:: What to do ::
Of all the entries below, only the lines from the one with "Find the location of a particular element. The" up to and including the one with "The image size is (911, 513)." are to be duplicated exactly.

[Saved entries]

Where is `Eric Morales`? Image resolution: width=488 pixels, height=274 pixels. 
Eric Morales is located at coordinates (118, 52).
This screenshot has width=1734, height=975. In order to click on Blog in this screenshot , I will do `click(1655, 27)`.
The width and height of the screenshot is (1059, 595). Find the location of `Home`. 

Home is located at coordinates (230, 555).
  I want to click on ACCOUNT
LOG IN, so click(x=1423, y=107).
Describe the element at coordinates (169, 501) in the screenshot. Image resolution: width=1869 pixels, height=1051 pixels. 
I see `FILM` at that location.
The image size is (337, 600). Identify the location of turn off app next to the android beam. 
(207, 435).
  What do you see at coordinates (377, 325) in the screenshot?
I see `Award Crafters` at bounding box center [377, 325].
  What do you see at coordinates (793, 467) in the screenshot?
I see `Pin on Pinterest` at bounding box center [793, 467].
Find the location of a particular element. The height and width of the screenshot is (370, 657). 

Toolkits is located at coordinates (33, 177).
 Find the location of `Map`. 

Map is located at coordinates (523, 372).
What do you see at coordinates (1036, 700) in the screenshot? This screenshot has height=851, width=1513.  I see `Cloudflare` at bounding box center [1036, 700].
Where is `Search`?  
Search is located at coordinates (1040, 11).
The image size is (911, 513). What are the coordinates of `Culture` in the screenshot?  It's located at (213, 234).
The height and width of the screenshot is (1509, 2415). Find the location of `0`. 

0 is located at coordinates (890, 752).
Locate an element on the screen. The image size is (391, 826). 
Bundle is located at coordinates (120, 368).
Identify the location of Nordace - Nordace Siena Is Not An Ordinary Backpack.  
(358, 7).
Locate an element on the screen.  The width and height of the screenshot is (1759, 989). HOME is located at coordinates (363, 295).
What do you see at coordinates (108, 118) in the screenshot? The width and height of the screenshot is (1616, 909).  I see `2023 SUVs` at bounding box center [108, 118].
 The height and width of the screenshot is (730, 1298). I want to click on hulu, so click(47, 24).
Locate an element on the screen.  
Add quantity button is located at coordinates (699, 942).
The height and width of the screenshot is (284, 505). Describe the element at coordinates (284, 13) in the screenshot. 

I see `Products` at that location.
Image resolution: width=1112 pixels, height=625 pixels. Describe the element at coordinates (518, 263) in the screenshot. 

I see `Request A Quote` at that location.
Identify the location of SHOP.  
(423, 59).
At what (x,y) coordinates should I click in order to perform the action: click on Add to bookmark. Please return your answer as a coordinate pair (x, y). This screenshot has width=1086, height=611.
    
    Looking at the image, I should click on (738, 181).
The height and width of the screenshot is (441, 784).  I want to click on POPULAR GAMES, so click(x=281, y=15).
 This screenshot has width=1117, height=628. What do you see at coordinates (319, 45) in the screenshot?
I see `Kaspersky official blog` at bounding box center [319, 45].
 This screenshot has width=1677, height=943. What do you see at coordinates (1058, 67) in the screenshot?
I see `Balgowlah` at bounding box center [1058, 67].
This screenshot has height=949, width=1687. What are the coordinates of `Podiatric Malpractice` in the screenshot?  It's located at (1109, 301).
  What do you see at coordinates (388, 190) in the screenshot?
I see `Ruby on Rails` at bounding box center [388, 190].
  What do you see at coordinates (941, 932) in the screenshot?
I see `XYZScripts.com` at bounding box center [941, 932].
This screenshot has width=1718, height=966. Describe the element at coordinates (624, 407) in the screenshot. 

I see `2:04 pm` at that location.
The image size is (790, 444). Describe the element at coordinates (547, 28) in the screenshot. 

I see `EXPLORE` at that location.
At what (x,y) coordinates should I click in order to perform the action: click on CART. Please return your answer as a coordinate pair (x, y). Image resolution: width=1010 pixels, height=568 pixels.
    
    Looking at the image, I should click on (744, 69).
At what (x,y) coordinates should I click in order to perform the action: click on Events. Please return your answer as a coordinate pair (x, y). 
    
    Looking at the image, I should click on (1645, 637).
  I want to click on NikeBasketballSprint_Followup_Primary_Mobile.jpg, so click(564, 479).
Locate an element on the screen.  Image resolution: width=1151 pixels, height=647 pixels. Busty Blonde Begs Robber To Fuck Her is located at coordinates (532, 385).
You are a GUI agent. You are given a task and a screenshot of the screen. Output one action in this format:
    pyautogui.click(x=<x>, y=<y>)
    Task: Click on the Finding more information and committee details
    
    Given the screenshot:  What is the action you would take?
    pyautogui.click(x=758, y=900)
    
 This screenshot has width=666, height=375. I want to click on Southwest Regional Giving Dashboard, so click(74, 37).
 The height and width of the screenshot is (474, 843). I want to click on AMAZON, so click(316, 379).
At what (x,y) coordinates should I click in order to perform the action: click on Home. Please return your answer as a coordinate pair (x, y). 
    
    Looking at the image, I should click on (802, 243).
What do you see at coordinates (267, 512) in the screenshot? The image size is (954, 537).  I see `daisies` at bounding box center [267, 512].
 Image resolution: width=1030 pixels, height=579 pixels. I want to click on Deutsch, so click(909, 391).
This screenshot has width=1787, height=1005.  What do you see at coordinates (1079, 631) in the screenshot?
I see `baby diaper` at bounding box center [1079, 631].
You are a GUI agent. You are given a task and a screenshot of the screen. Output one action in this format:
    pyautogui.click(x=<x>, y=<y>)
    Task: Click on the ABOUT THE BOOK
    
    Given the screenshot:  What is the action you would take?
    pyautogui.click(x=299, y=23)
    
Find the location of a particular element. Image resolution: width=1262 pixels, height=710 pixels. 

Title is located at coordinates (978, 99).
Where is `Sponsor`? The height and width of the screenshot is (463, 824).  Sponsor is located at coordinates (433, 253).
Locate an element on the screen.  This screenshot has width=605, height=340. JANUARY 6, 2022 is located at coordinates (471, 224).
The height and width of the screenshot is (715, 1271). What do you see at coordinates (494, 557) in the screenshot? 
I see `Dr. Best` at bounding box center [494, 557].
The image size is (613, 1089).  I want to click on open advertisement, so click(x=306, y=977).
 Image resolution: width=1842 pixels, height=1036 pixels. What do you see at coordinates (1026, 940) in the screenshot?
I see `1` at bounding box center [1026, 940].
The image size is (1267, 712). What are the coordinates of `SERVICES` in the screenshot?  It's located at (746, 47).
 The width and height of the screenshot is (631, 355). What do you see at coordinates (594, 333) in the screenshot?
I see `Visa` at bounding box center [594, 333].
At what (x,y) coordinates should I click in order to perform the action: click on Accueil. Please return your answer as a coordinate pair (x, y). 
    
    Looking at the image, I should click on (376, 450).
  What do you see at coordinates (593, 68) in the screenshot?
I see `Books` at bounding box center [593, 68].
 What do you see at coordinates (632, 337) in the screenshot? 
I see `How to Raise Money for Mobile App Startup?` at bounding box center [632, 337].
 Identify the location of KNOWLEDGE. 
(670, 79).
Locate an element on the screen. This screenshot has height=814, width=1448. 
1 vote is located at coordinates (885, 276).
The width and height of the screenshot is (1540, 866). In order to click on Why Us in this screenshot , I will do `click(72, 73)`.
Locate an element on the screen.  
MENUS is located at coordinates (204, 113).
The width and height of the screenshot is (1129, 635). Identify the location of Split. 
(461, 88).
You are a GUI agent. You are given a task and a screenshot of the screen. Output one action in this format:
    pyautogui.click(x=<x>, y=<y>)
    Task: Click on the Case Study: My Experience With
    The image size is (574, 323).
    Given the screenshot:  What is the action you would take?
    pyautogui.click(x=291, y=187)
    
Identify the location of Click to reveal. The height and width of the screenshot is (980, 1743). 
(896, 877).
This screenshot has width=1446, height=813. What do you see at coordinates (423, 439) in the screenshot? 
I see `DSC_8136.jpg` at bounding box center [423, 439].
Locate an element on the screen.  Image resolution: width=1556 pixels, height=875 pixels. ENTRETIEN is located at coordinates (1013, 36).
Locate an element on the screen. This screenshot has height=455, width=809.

:: Task answer ::
Find the location of a particular element. The height and width of the screenshot is (370, 657). 

Toolkits is located at coordinates (33, 177).
 Find the location of `Map`. 

Map is located at coordinates (523, 372).
What do you see at coordinates (1036, 700) in the screenshot? This screenshot has height=851, width=1513.  I see `Cloudflare` at bounding box center [1036, 700].
Where is `Search`?  
Search is located at coordinates (1040, 11).
The image size is (911, 513). What are the coordinates of `Culture` in the screenshot?  It's located at (213, 234).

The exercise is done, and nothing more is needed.